Program in comparative legal studies and post-conflict justice introduced at law school

  • warren
    warren    
Photo - of -

(Williamsburg, Va.) - Beginning in fall 2008, William and Mary Law School will offer a program in comparative legal studies and post-conflict justice. Christie S. Warren, Senior Lecturer in Law, will be director of the program. Warren has been involved in projects strengthening the constitutional, judicial and legal systems in 34 countries for organizations and agencies including the United Nations, the World Bank, and the United States Agency for International Development (USAID). She also served as an advisor to the Kosovo Constitutional Commission during the recent constitution-drafting process there.

More than 93 percent of the world's citizens live in countries with legal systems other than the pure common law system that most law students in the United States are taught, according to Warren. "As interactions among countries increase," she said, "it will no longer be possible for young lawyers to avoid legal issues involving one or more non-common law systems during the span of their careers. It is very important that the next generation of lawyers be educated in comparative and international legal principles."

Interim Law School Dean Lynda Butler said that the new program is the most recent addition to a growing number of internationally focused endeavors at the Law School, which include the Human Rights and National Security Law Program and semester-long study abroad opportunities. She credits Warren for being the "catalyst" for the fledgling program, noting that she has "opened the doors for our students to numerous international internship opportunities."

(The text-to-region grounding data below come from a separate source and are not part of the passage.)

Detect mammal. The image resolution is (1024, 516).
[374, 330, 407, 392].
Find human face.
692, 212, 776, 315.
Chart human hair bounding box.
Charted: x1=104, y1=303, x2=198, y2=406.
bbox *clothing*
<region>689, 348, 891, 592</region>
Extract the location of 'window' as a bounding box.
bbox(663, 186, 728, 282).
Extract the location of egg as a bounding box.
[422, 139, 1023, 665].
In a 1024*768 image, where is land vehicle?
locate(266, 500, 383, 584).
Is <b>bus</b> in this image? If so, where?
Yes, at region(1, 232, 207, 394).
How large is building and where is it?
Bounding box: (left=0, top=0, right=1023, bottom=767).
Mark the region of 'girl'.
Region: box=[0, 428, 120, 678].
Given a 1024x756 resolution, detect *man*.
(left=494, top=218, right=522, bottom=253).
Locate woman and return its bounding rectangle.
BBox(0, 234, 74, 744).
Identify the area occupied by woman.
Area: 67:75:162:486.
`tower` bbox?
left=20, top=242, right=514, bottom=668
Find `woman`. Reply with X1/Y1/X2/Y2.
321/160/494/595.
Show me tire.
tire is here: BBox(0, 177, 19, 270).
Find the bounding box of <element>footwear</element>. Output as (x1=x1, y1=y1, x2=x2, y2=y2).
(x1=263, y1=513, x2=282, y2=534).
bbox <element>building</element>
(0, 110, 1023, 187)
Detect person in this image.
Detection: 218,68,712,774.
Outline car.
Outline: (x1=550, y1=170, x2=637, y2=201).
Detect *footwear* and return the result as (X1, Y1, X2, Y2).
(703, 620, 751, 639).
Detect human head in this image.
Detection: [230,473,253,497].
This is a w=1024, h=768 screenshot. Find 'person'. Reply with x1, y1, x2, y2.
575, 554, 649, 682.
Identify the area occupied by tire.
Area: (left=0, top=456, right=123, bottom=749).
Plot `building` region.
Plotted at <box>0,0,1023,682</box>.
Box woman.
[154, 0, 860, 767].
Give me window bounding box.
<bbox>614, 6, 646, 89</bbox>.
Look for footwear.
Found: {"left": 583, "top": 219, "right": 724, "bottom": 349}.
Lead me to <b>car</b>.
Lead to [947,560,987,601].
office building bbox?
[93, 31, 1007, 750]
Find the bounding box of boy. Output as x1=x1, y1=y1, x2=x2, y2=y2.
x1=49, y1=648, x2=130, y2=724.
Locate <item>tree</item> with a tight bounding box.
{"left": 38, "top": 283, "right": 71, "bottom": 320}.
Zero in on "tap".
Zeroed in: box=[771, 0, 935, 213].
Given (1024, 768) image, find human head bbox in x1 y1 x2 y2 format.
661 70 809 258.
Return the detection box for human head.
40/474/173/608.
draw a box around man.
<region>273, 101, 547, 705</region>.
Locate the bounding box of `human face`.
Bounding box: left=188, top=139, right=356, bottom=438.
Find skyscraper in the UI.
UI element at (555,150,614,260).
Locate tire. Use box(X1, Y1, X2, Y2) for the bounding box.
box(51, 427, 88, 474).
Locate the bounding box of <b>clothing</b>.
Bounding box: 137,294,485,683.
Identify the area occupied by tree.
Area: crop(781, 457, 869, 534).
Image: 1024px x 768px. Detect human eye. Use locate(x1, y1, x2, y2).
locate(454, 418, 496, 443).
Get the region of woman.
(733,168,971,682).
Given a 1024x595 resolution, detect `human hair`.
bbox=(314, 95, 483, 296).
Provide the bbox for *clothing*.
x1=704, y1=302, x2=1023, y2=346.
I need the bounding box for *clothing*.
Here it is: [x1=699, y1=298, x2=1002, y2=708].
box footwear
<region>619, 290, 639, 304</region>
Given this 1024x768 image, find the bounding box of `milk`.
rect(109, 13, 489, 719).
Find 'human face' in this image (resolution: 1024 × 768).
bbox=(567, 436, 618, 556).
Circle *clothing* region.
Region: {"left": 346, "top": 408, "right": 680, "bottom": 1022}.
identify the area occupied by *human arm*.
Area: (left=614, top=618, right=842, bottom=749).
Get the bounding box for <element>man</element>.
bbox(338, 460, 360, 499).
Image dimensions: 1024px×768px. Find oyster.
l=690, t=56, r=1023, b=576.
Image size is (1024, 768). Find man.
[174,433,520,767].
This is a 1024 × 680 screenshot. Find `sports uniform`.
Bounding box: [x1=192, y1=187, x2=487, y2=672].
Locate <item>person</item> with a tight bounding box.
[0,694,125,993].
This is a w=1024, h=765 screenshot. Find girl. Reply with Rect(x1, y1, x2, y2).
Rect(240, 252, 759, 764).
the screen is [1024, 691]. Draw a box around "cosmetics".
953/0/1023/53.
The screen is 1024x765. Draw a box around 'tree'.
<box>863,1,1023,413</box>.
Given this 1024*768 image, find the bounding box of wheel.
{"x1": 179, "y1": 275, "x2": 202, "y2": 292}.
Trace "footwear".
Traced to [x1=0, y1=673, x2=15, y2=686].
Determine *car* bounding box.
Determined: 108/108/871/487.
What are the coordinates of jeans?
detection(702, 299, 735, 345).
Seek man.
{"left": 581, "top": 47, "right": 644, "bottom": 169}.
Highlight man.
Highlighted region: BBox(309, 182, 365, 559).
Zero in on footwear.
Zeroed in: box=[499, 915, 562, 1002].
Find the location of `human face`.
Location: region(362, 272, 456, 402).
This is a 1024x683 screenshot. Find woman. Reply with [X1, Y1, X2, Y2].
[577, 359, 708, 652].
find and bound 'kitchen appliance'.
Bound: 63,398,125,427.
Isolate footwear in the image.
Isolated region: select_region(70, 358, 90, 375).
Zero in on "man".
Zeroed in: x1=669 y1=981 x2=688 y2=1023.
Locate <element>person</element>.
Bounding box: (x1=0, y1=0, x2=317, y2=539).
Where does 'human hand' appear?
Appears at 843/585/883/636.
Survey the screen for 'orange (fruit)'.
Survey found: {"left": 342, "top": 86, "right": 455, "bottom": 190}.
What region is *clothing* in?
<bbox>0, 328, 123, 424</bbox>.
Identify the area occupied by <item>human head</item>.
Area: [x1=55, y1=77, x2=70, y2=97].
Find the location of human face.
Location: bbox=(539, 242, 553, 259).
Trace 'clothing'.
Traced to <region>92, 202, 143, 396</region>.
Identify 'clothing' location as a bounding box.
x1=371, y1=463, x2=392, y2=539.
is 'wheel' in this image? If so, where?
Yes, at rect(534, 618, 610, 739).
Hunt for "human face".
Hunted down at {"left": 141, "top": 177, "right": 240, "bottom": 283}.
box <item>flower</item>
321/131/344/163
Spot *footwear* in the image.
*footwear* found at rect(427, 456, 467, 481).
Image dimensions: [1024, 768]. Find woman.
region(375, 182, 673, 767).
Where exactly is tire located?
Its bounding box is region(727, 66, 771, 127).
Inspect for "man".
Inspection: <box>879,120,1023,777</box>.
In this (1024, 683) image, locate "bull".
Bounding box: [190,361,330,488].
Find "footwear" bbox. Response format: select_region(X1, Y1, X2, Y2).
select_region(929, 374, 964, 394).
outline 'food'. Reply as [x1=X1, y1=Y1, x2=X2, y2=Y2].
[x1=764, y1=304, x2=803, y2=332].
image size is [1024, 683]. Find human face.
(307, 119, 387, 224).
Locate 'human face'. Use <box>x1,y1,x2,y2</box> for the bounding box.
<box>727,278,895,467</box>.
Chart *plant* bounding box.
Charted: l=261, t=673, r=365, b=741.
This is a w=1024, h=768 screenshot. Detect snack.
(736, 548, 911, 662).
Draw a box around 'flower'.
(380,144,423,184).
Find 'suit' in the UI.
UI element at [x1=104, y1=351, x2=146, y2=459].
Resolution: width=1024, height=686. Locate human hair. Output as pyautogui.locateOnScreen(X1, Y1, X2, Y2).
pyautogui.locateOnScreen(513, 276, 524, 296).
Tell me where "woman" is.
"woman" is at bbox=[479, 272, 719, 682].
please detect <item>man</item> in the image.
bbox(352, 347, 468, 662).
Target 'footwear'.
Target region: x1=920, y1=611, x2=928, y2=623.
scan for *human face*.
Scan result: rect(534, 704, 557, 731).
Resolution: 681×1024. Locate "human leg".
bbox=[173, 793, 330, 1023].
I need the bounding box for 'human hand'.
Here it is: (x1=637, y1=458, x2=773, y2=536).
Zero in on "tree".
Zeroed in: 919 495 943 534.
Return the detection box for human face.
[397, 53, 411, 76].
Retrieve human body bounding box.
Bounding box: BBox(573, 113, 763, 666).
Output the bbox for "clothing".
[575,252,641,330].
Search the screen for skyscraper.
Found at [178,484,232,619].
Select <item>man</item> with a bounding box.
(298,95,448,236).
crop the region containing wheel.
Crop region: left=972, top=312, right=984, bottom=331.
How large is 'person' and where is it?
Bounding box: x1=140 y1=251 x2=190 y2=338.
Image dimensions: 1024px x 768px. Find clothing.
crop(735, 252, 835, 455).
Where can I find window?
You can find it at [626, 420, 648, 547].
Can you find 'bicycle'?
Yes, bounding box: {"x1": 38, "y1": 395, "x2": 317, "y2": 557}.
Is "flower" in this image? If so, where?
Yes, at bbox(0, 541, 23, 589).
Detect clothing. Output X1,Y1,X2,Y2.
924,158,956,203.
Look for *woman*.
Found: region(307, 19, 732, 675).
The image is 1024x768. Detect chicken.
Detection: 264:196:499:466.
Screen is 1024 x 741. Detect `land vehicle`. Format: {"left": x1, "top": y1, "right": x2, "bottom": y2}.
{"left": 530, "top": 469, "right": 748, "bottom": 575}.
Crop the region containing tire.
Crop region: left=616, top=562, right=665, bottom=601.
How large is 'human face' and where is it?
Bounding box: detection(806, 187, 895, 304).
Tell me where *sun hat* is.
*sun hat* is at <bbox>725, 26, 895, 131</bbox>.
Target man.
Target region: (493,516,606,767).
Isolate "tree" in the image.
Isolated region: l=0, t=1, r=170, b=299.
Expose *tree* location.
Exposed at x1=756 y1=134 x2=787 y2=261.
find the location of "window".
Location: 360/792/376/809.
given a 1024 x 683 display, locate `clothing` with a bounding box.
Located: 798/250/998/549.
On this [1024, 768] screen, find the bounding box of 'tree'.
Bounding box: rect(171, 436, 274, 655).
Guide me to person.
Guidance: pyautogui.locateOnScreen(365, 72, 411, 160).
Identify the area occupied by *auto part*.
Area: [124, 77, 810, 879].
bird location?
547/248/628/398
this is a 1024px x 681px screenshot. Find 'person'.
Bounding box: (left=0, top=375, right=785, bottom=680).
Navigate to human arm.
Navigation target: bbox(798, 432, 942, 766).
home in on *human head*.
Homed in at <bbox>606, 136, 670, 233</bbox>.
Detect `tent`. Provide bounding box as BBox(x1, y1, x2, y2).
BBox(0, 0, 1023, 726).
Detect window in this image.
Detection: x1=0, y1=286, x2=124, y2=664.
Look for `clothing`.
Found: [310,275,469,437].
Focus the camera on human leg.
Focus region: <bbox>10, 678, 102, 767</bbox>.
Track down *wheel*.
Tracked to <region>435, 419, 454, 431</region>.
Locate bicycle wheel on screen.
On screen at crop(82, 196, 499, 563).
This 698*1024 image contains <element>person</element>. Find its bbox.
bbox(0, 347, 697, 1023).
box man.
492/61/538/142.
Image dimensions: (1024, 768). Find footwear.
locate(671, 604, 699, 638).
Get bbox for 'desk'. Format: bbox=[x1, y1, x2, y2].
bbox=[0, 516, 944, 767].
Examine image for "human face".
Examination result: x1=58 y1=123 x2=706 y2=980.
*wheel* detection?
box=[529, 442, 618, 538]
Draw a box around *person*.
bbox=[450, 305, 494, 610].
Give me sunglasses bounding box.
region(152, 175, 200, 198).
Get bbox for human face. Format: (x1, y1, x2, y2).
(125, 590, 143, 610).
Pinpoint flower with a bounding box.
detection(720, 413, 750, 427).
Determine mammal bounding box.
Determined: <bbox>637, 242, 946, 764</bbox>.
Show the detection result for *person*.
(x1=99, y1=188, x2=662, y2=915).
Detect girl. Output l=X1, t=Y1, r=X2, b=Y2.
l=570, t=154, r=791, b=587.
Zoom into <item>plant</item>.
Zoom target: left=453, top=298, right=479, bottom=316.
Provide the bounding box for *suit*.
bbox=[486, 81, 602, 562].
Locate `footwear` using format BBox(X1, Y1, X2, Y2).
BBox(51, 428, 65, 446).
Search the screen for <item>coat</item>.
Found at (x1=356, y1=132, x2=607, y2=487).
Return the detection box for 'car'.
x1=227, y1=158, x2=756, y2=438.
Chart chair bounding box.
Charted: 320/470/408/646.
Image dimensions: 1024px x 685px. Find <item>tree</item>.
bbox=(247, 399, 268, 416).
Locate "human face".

The new Program emerged from a Special Problems in Post-Conflict Justice seminar Warren taught at the Law School in spring 2007. In that seminar, her students studied and analyzed a range of topics that included comparative criminal procedure, international standards for legal and judicial ethics and conflicts of interest, anti-corruption strategies in developing countries, and case-flow management issues in courts that are often without electricity. The heart of the seminar was in the work her students performed.

"My students served as long-distance law clerks," Warren said, "doing real work and making a real impact on the development of legal systems around the world." William and Mary law students were paired with agencies and projects in Kosovo, Iraq, Afghanistan, Haiti, Ukraine and Moldova, and supervised by lawyers with whom Warren has worked through the years in the Departments of Justice and State, the Institute for Sustainable Communities, USAID, and the National Center for State Courts.

The new program will serve as a hub for research and technical assistance for international legal workers in the field. Course work and research will explore practical applications of legal theories and draw on the academic community at William and Mary Law School and in each country to enable local citizens to participate in the reconstruction of their own countries. Members of the Law School faculty will work with law students in conjunction with College faculty from other departments, such as the anthropology, religion, political science and government departments, to provide an interdisciplinary context for the work they do.

A number of Law School faculty members with strong international reputations will participate in the work of the Program. They include Angela Banks, a specialist in immigration and gender and human rights; Lan Cao, who has published in the areas of international business and trade, and law and development; Nancy Combs, an international criminal law expert; Charles Koch, an assistant chief reporter of the ABA's Administrative Law of the European Union Project; Linda Malone, director of the human rights and national security law program; Mitchell Reiss, vice provost for international affairs at the College of William and Mary and former special envoy for the president to the Northern Ireland peace process; Alemante Selassie, an expert on African human rights and comparative law; and Michael Stein, who helped draft the United Nations Convention on the Rights of Persons with Disabilities and is a legal advisor to Rehabilitation International.